Integral of the hour
\[ \int \sqrt{\frac{x}{c-x}} \ dx \]
I already give up LOL
Wolfram gives an unuseful answer. This is another nice triumph for pencil and paper. ;-) This integral is physically useful. I just used it for this problem: http://openstudy.com/study#/updates/4f0de661e4b084a815fcff56
Well what is the answer??????????????
Can't keep us in suspense
Oh turing test knows it :D
no, just saying: patience...
Try it.
why do CAS always give weird answers whenever there's a square root involved in the integral?
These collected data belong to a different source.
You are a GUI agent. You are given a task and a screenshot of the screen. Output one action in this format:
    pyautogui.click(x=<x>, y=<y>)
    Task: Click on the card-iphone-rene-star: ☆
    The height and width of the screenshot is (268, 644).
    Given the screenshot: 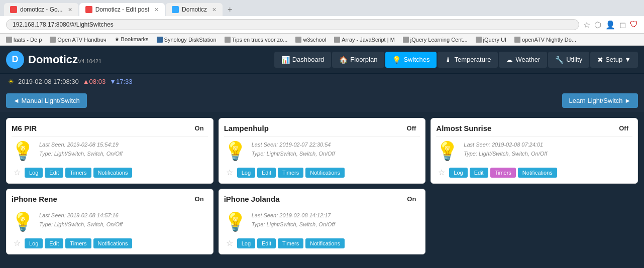 What is the action you would take?
    pyautogui.click(x=17, y=243)
    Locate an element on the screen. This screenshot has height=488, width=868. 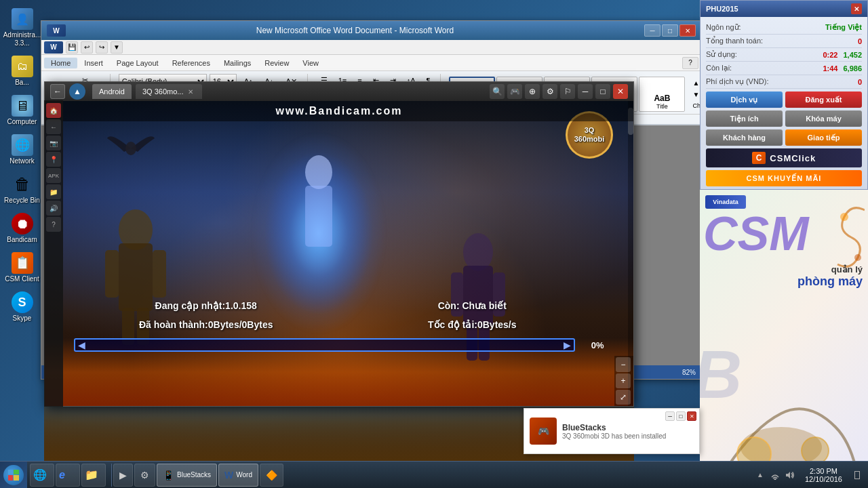
taskbar-app2-button: 🔶 is located at coordinates (271, 475).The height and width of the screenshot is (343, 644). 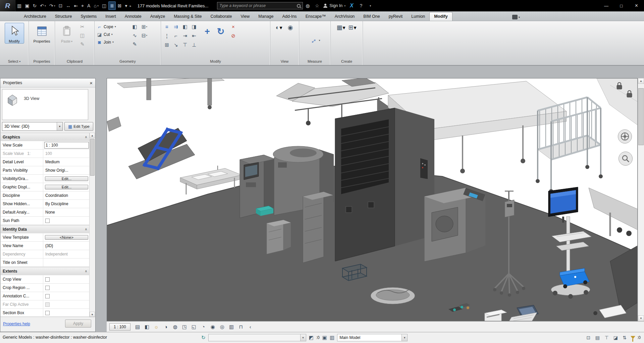 What do you see at coordinates (48, 280) in the screenshot?
I see `crop-view-checkbox` at bounding box center [48, 280].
I am in the midst of it but......... idk
it's easy, just use substitution
which one? I can't find a simple u-sub....
uh oh :O
just substitute c-x by u
I tried that, have you?
nope
me too and i get stuck
If you had you'd know it doesn't work at all
quite right TT
JamesJ is probably gloating at us right now :-D
k just tell us the answer
I tried dividing it out, difference of squares tricks.... trig sub is out of place...
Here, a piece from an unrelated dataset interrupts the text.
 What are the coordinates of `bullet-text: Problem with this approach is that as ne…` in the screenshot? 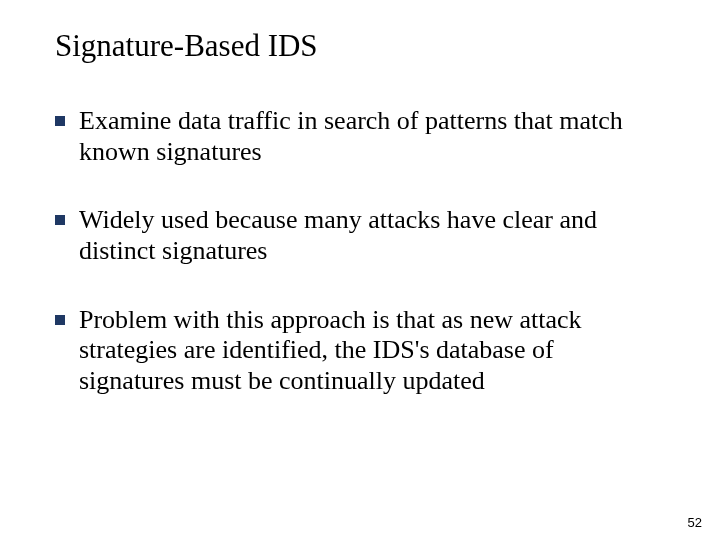 It's located at (372, 351).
I don't gloat; not my style. I'll tell you the substitution if you like.
shoot :)
All ears
it's probably something really simple
\[ x = c \ \cos^2 t \]
okay... that was nontrivial
how did you come up with that?
a square trig sub? simple, yet subtle ;-) very nice.
oh!
No, I just came in. you guys give up too fast -.-
It's like a regular trig sub but sort of making up for the non-squared term under the radical, right James? Something like that?
well let me try...
yes, exactly
I will try to solve it with another substitution, if possible.
I just came in too :-(
I have got some really nice integrals. I will post them.
I think I have another substitution that would work, a bit lengthy though. Write \[\sqrt{\frac{x}{c-x}}=\sqrt{-1+\frac{c}{c-x}}\] then let \(u=\frac{c}{c-x}\). I think this substitution will work, but another substitution (an obvious one) is required.
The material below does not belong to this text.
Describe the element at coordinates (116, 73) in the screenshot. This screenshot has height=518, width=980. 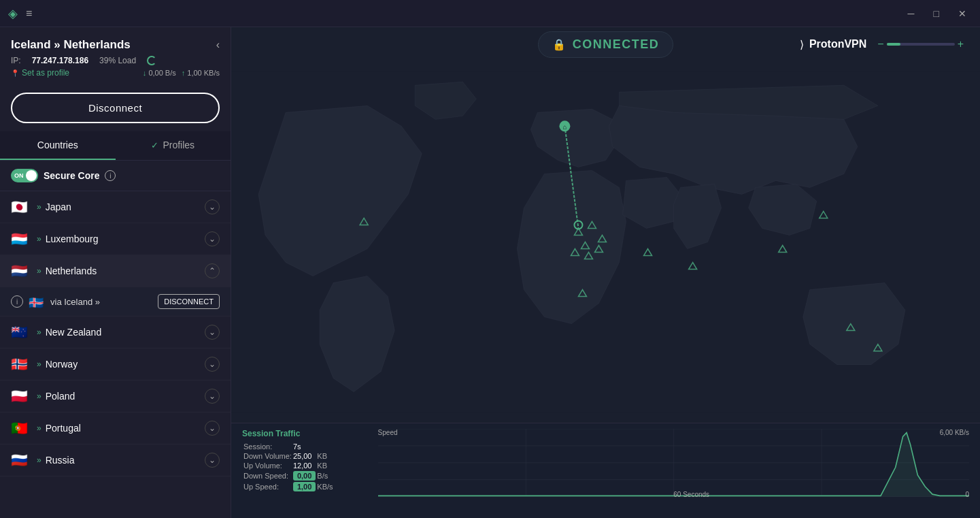
I see `set-profile-row: Set as profile 0,00 B/s 1,00 KB/s` at that location.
Yes, you're going to need a trig substitution at some stage.
@ Mr. Math I started with that one @ James, I have an answer in terms of t, but I don't know if I messed up Posting in a sec...
Skip writing down that step. Just go to the final answer.
Oh, never mind, messed up already... trying again...
You're right James, but not necessarily the substitution you suggested.
sure, sin^2 works as well. The only point I'm making is there must be an inverse function in the answer, so there is almost certainly a trig substitution somewhere along the way.
Yeah right. I will need to use a tan substitution; If I use that substitution, I will get: \[I=c\int \frac{\sqrt{u-1}}{u^2}du\] By setting \(t=\sqrt{u-1}\), then \[I=2c\int \frac{t^2+1-1}{(t^2+1)^2}=2c\int (\frac{1}{t^2+1}-\frac{1}{(t^2+1)^2})dt.\]
The first term is an arctan, substituting \(t=\tan\theta\) would do the other term.
But definitely the substitution \(x=c\cos^2{t}\) is way smarter.